Although Adam Remnant didn’t name his debut solo album solely off of this little trail, one can’t help but make the connection between this rather opaque and oddly poetic disclaimer and the intentions of the album, which is entitled Sourwood. The record will be released this summer, after reaching its Kickstarter campaign goal in less than a week after its launch in late February. Sourwood eludes to a portion of life that comes with little or no forewarning minutiae, yet appears on (almost) all maps, and, most likely, will appear shorter in retrospect. Remnant construes the album as a sort of crossroads, where “dreams and realities meet.”

“Yeah, describing it like that is a little obscure, I guess,” said Remnant in an interview with WOUB about a week after his Kickstarter campaign goal had been met. “But what I was trying to get at was this general idea about being in the thick of adulthood, where I’m at right now. I’m raising kids and working and trying to juggle all these facets of life, and in the midst of all this you realize that whatever free time you had in your twenties is gone. And with that comes a sort of reckoning, which just has to happen. A part of the record is my reckoning with that change and figuring out what the dreams I had as a young person mean to my life now.”

Remnant said that crafting the album was laborious, and that many of the songs that made the record date back to as far as 2012, when Southeast Engine, (the band Remnant was a part of in his 20s,) began to disband. He recorded the entirety of Sourwood in his basement, but-by-bit, song-by-song.

“There was quite a learning curb in making the record, I was relatively new to home recording at the beginning of this process, and I assembled a home studio in my basement – it is hard to come up with the money that it takes to go into a studio and record, and, at the time, I didn’t have a band, so I was struggling with the time it took to record, too,” said Remnant, who has since assembled a band, made up of his brother and former Southeast Engine bandmate Jesse Remnant on bass, Ryan Stolte-Sawa on violin and keys, and Jon Helm on drums. Although painstakingly perfecting drum part recordings on a Tascam 38 tape recorder in his basement on school nights after having worked all day himself was quite a task, Remnant said that it fit into his new, adult existence in a more meaningful way than renting studio space.

The album artwork features a vaguely rural feeling suburban landscape: housetops and powerlines painted a blush in hues of pink and purple. Like everything else about Sourwood, crafting the album artwork was something Adam did, bit by bit, by himself.

“My older daughter is really into making art everyday, so she was sort of my inspiration,” he said. “Sometimes I would sit down with her and try to make stuff. I have a brother (Joseph Remnant) who is a professional artist, so I always think that he’s the one who is a professional in that arena, and I’m just having fun. But that’s sort of my entire philosophy on making art, anyway.”

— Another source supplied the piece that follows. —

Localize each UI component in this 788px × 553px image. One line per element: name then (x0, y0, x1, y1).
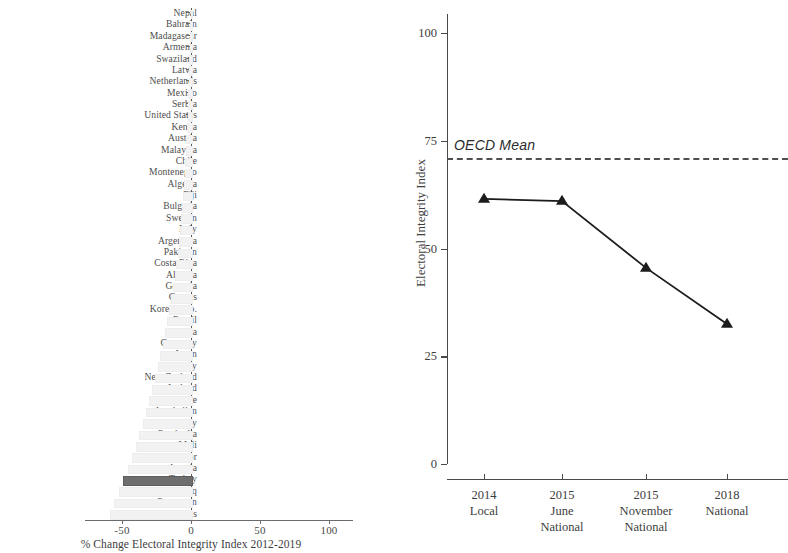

“The album artwork itself is a composite of a few images – I was thinking very abstractly about it when I started working on it, what I wanted the album artwork to be,” said Remnant. “When I write a song, I think about what time of day it is, what season it is, and I always try to evoke some sensory details that might be relevant in expressing that idea or emotion. And for this album, I settled on a pinkish sunrise or sunset – and I wanted the houses to look sort of Midwestern, and there are a couple of references to powerlines throughout the record, so I wanted to contain all of those images and colors.”

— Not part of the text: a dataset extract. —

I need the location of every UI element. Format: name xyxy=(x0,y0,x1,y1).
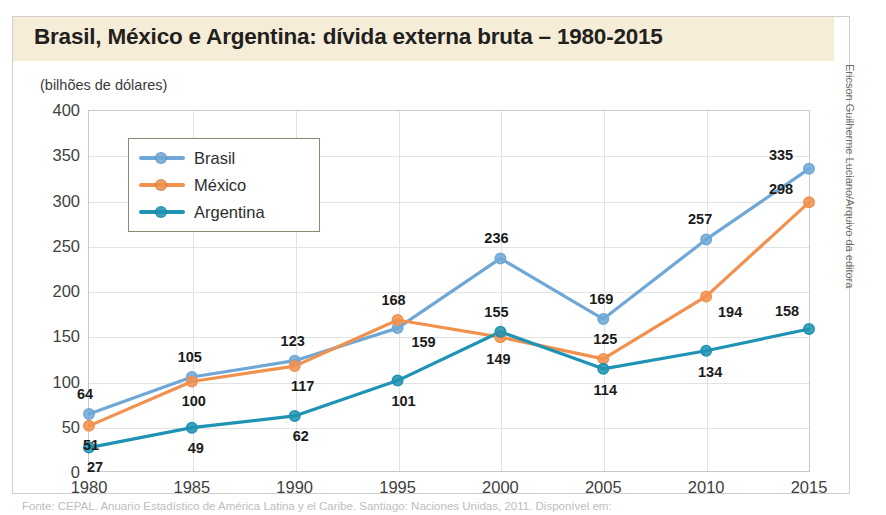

All-in-all, the aforementioned Kickstarter campaign that is bringing Sourwood to fruition raised a total of $5,684 from 133 backers, considerably more than it’s goal of $4,000.

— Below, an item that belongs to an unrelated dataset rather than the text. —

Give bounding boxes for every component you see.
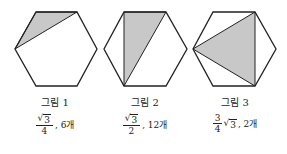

“You know, I’ve always been someone that simultaneously wanted to be Kurt Cobain yet was so excited for the next practical step in my life,” he said. “When I first moved to Athens to go to college, getting booked to play at The Union was the biggest thing that could have happened to me, and I was very excited for that, it seemed like a dream come true, a huge goal to attain. I think (Sourwood) is kind of about how you harbor these desires for greater things while maintaining a practical outlook. In some ways, maybe I still want to be Kurt Cobain.”